Bear Spray
Once we were walking through a forest somewhere in Oregon. Me and Bear were playing this game where whatever Dad said, we repeated it. For example, Dad would say, ‘Ah! This is so neat!’ and we would say, ‘Ah! This is so neat!’ and Dad would say, ‘Who’s going for a swim when we reach the river?’ and we would say, ‘Who’s going for a swim when we reach the river?’ and Dad would say, ‘Oh, bugger off, you two,’ and we would say, ‘Oh, bugger off, you two,’ and everyone would be smiling because repeating things is funny. Then we would run past him. Maybe, as we did so, jumping and trying to touch his head; maybe tapping him on one shoulder before ducking and running past his opposite shoulder. But then we would break free. Running fast together. Trying to do tricks off rocks and trees — 360s and mute grabs. One time we ran ahead and the forest became a clearing and we tried to skid on the gravel. Bear kept saying, ‘One-foooooooted’ because of this time at the snow when I’d tried to skid on the ice one-footed while saying, ‘One-foooooooted,’ except I’d fallen on the ice instead. But then I told Bear to shut up because I’d heard something. Bear said, ‘What?’ And we listened. We waited. Then we heard it again. Yelling. We ran towards the yelling. We found a guy sitting in the middle of the hiking trail in the middle of the clearing. There was a vomit smell. There were gashes in his arms and legs. Deep ones, with blood coming out of the gashes, dripping onto the dirt. Bear ran back for Mum and Dad. I stayed with the guy. I asked him how he was. He said, ‘Been better, buddy.’ He laughed.
Mum and Dad came. They called an ambulance. While we waited for it to arrive, the guy told us he’d been walking with his wife on their honeymoon. They’d seen a bear so they’d hid behind a tree, except that his wife had taken a photo and the flash had gone off. The guy held up two fingers. He said, ‘Then two things happened.’ He gripped his pointer finger and said, ‘The bear sort of went ape-shit and started charging over our way,’ and then, gripping his middle finger, he said, ‘And my wife, well, she just plain piss-bolted down the trail, screaming and hollering about Jesus and Mary and whatever-else-the-fuck and then she was gone.’ He told us how the bear was standing over him and he was thinking: well, oh fuck, but then he remembered he was supposed to get into the foetal position, so he did, and the bear walked over and started pawing him back and forth, rolling him around.

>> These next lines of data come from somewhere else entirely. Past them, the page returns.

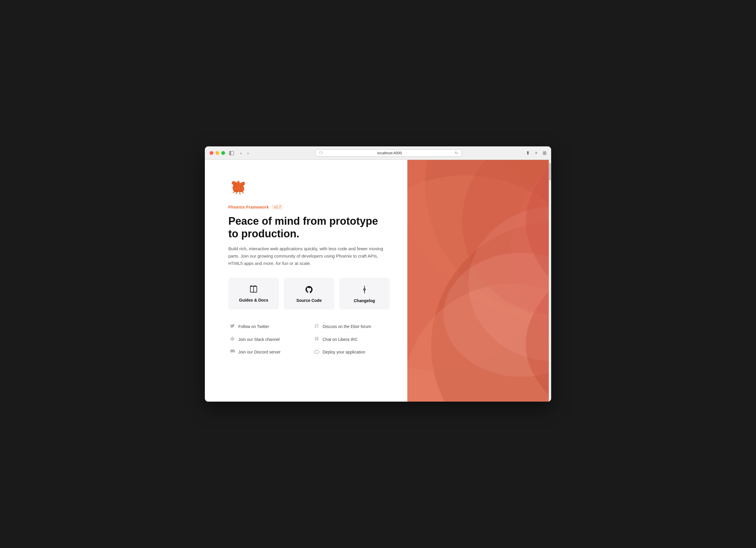  I want to click on slack-icon, so click(232, 339).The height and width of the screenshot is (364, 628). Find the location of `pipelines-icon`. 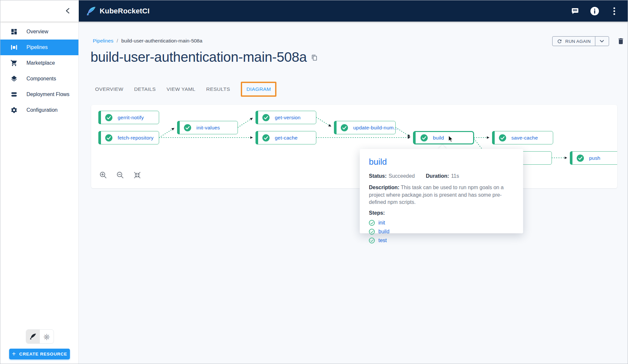

pipelines-icon is located at coordinates (14, 47).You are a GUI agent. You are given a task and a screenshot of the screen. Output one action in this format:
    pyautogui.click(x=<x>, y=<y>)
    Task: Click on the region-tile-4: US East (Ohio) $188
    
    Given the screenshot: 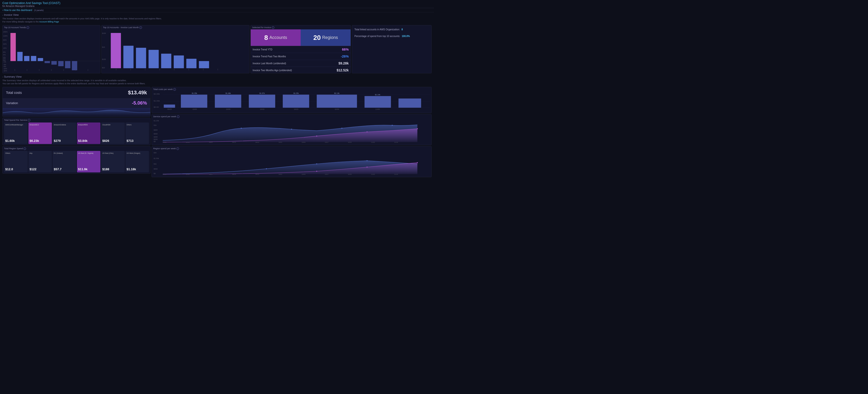 What is the action you would take?
    pyautogui.click(x=113, y=162)
    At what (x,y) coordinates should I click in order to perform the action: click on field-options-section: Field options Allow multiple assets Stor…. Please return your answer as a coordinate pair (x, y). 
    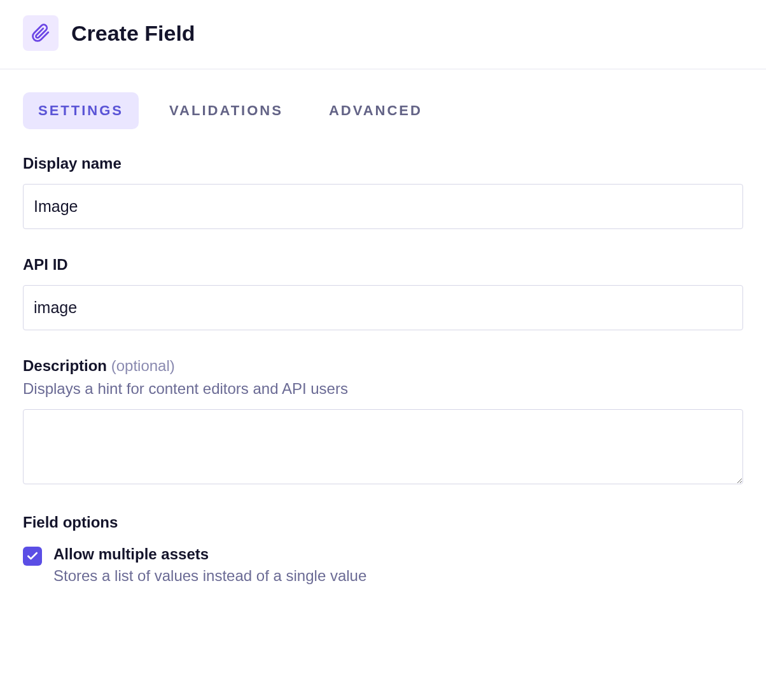
    Looking at the image, I should click on (383, 549).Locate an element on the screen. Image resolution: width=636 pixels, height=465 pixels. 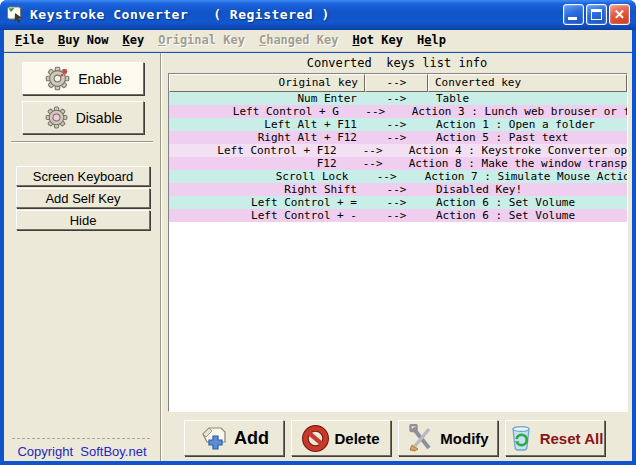
modify-label: Modify is located at coordinates (464, 438).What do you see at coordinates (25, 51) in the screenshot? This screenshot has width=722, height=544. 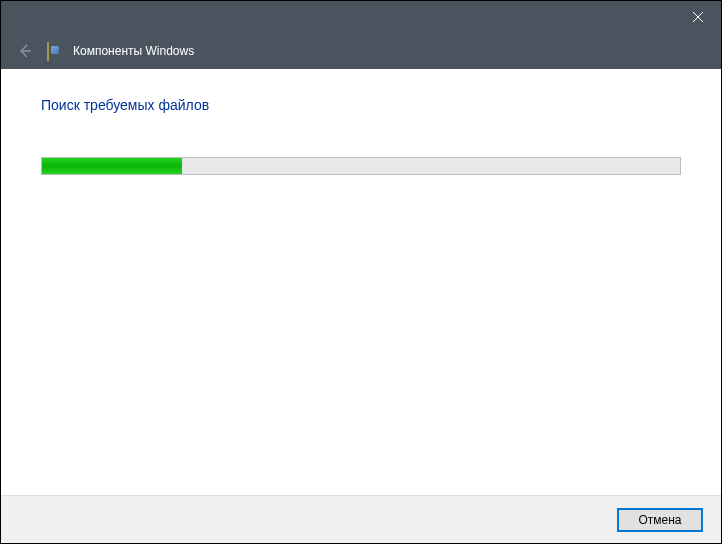 I see `back-arrow-icon` at bounding box center [25, 51]. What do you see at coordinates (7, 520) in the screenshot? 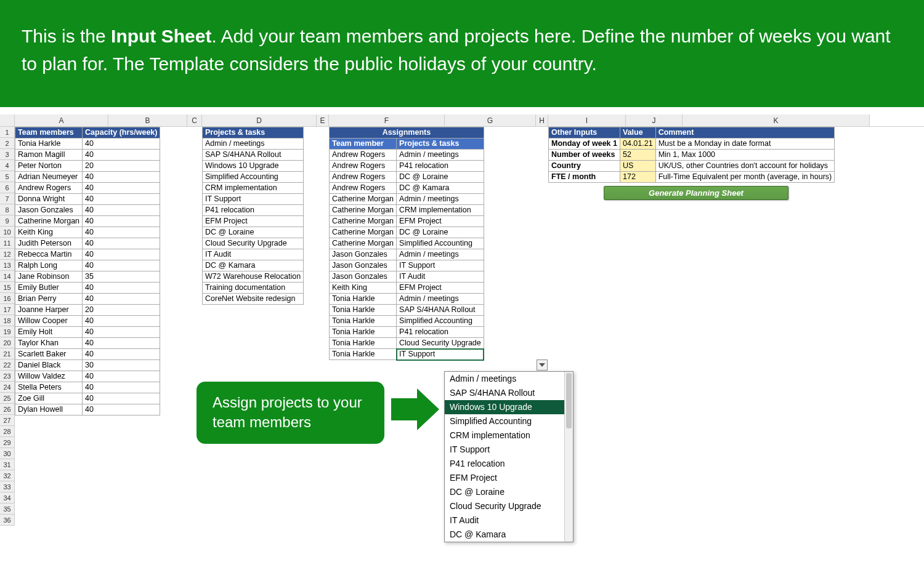
I see `row-header-36: 36` at bounding box center [7, 520].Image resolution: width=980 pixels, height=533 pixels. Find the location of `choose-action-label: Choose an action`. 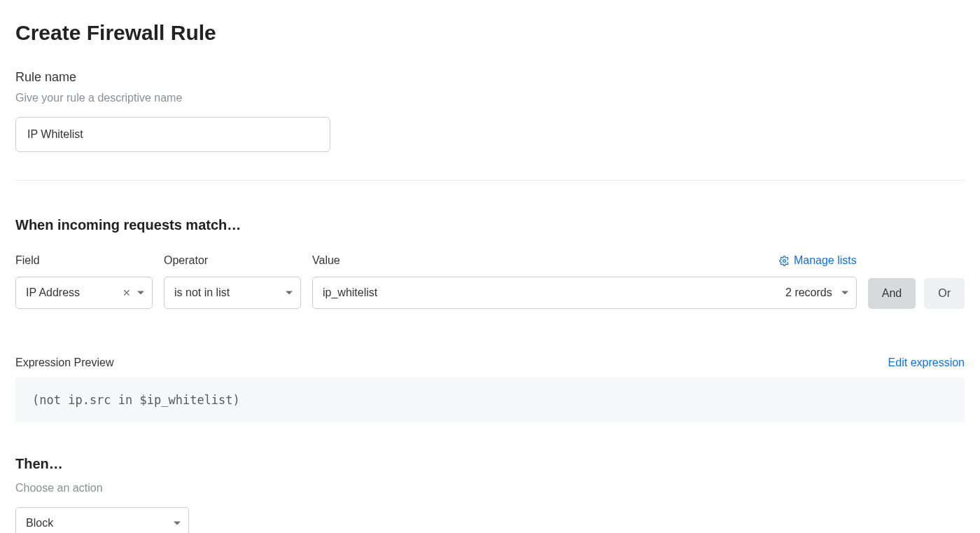

choose-action-label: Choose an action is located at coordinates (490, 488). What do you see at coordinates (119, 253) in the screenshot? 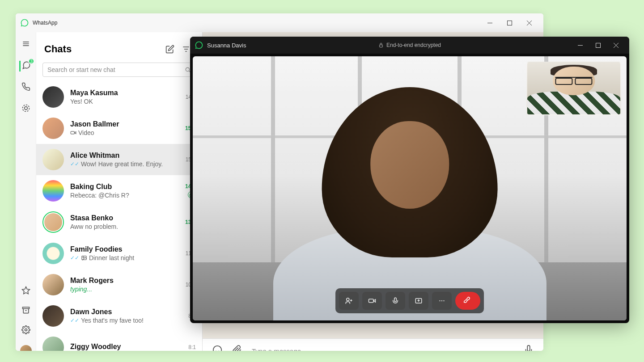
I see `chat-row: Family Foodies✓✓ Dinner last night11:2` at bounding box center [119, 253].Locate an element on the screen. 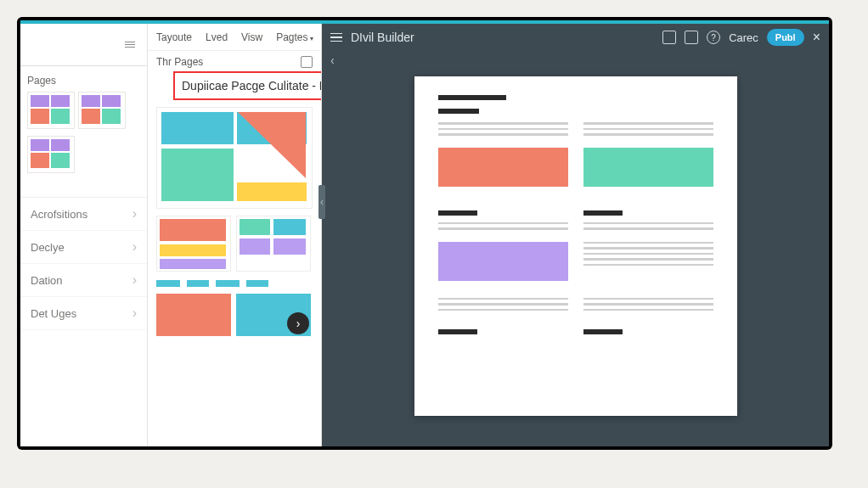 The width and height of the screenshot is (868, 488). sidebar-nav: Acrofsitions› Declye› Dation› Det Uges› is located at coordinates (83, 263).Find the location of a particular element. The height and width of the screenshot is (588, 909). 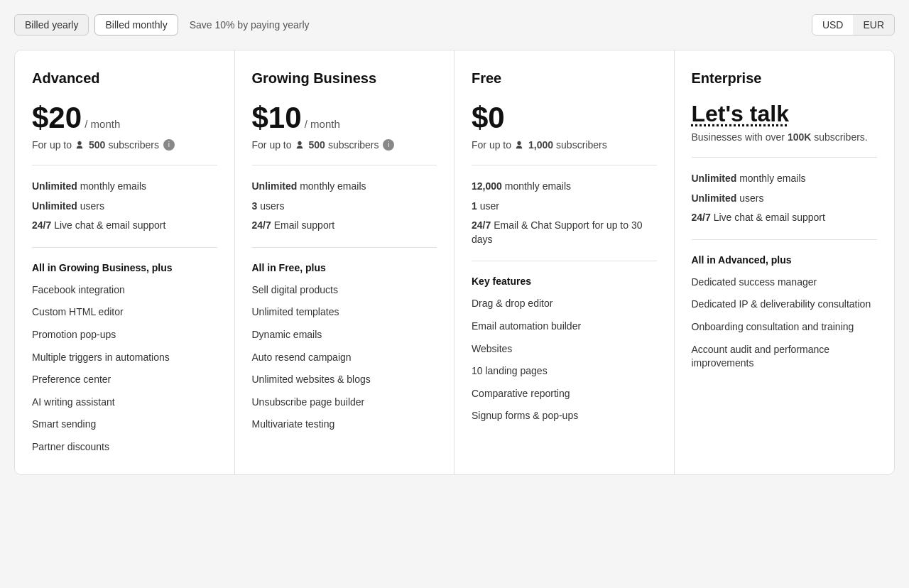

section-title-free: Key features is located at coordinates (564, 281).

He said, ‘I felt like a goddamn toy.’ He looked at me and said, ‘If I was as skinny as you, I would have lost my arms.’ He told us the bear started getting real rough and he could feel its claws in his back and he thought: fuck this, and he got out his car keys and lunged at the bear, jabbing it in the nose. He said the bear ran away. He said he’d been lying there in the middle of the trail for over an hour. When the ambulance came, they asked if he had a message for his wife. He said, ‘You tell my wife I lost an arm AND a leg.’ Everyone sort of laughed, I guess ’cause of how losing your limbs can be funny. I watched them lift the guy into the ambulance. I watched no one get in with him. And I thought how, eventually, we all lose the things we love. Things happen and shit goes bad and there’s not a lot we can do about it.
After that we bought bear spray, which is like pepper spray, except for bears.